Indo-European

 

                Maybe you summarize so the west London community of mixed traces “Conjobe” speakers in the middest of an English support.

(A man talking, but he changes the language) An Indapore language of modulating with this child object…

What could these two languages Conjobe and English have in common; in fact English and Conjoby as well as other languages of north of India, like Indy an Gojalaty are related something discovered by chance 2.000 years ago by a multilingual English lawyer Sir. William Jonen.

He was a judge who went to India in 1783 but he studied languages already at the languages before he went, and when he got to India, he became very interested and learned Sanscript which is the language of ancient India which was first written about 500 ad and then he realized that he made this great discover. The Sanscript resemble in some way have relationship between Greek and Latin and other languages and he gave very famous discourse in which he said this was brought from some common sources.

It is surprising that no one has brought the resemblances earlier. Take the numbers again, for example, the sanscript on the right has a strong resemblance to Latin, and Greek on the left. While one, two, three obvious, four and five in the closest lack has got the connection. Linguistics has discovered rules that doesn’t have sounds in different languages, are related; look at the words for four, this is one of many examples where the word beginning with “g” in Latin said, is similar a Greek word beginning with “t”, and the sanscript word beginning with “k”, this sound correspondences can reveal have apparently unrelated languages at members of the same families. The question is, how can you tell that the languages you are looking at reflect a single original language and there forth form of family, the only way you can do that is by finding systematic similarities between these languages and every area of their grammar similarities and their sounds similarities and other inflections similarities in the syntax of the languages. And so forth, the similarities have to be very precise and they have to be interlocking for the assertions that this languages form of families are to be beliable. We take a look at an English word like tooth and see it in Indian “dant” and by itself doesn’t mean very much, but you take a look at the English “ten” and it shows up in Indy as “das” and you see the same pattern emerging you got and initial “t” in English and an initial “d” in Indy. When you find that, the word “two”, the numeral, in English shows up; in indies “do”, you’ve got ones again an initial “t” in English and an initial “d” in Indy, you begin to think that perhaps this is not an accident.

Language has now established that the whole range of languages straching from Iceland to India form one family called Indo-European.

They can even reconstruct an earlier insister of these languages proto Indo-European.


Work request:
The answer must consist of every line in the data that contains "Feedback".

══ Source material ══

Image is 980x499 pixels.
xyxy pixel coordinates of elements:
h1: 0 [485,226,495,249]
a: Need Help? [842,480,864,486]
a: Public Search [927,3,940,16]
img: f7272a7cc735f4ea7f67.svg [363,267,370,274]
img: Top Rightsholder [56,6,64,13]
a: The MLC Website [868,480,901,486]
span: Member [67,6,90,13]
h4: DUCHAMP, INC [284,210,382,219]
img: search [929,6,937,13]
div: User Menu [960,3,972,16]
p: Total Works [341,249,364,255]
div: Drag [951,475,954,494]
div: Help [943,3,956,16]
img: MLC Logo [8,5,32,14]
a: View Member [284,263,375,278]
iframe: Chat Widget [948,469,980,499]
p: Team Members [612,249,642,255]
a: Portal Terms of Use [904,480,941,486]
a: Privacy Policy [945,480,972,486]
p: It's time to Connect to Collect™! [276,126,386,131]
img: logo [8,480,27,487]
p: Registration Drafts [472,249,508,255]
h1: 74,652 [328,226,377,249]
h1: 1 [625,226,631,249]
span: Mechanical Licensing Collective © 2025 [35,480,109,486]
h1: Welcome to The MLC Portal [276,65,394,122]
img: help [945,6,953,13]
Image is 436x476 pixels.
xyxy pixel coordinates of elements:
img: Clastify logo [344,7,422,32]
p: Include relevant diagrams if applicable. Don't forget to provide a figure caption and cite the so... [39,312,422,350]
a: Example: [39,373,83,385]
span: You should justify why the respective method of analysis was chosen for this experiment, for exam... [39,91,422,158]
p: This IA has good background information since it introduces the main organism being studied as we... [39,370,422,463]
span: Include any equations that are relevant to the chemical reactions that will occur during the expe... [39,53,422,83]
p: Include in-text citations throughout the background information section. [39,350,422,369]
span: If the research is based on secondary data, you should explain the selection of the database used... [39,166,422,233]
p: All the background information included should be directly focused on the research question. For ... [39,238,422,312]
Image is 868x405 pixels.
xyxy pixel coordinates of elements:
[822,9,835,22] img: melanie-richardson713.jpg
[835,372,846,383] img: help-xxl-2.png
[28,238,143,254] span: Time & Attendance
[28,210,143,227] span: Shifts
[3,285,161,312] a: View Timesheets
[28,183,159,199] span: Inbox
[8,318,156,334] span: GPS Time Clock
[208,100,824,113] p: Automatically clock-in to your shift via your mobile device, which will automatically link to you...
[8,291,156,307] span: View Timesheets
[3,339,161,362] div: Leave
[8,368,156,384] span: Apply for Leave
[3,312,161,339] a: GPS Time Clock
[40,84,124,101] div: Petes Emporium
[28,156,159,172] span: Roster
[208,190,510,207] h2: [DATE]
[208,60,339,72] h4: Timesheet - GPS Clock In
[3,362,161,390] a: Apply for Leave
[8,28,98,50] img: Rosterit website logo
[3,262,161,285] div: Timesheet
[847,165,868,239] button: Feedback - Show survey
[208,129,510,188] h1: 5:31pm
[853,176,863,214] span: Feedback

═══

Exercise response:
[847,165,868,239] button: Feedback - Show survey
[853,176,863,214] span: Feedback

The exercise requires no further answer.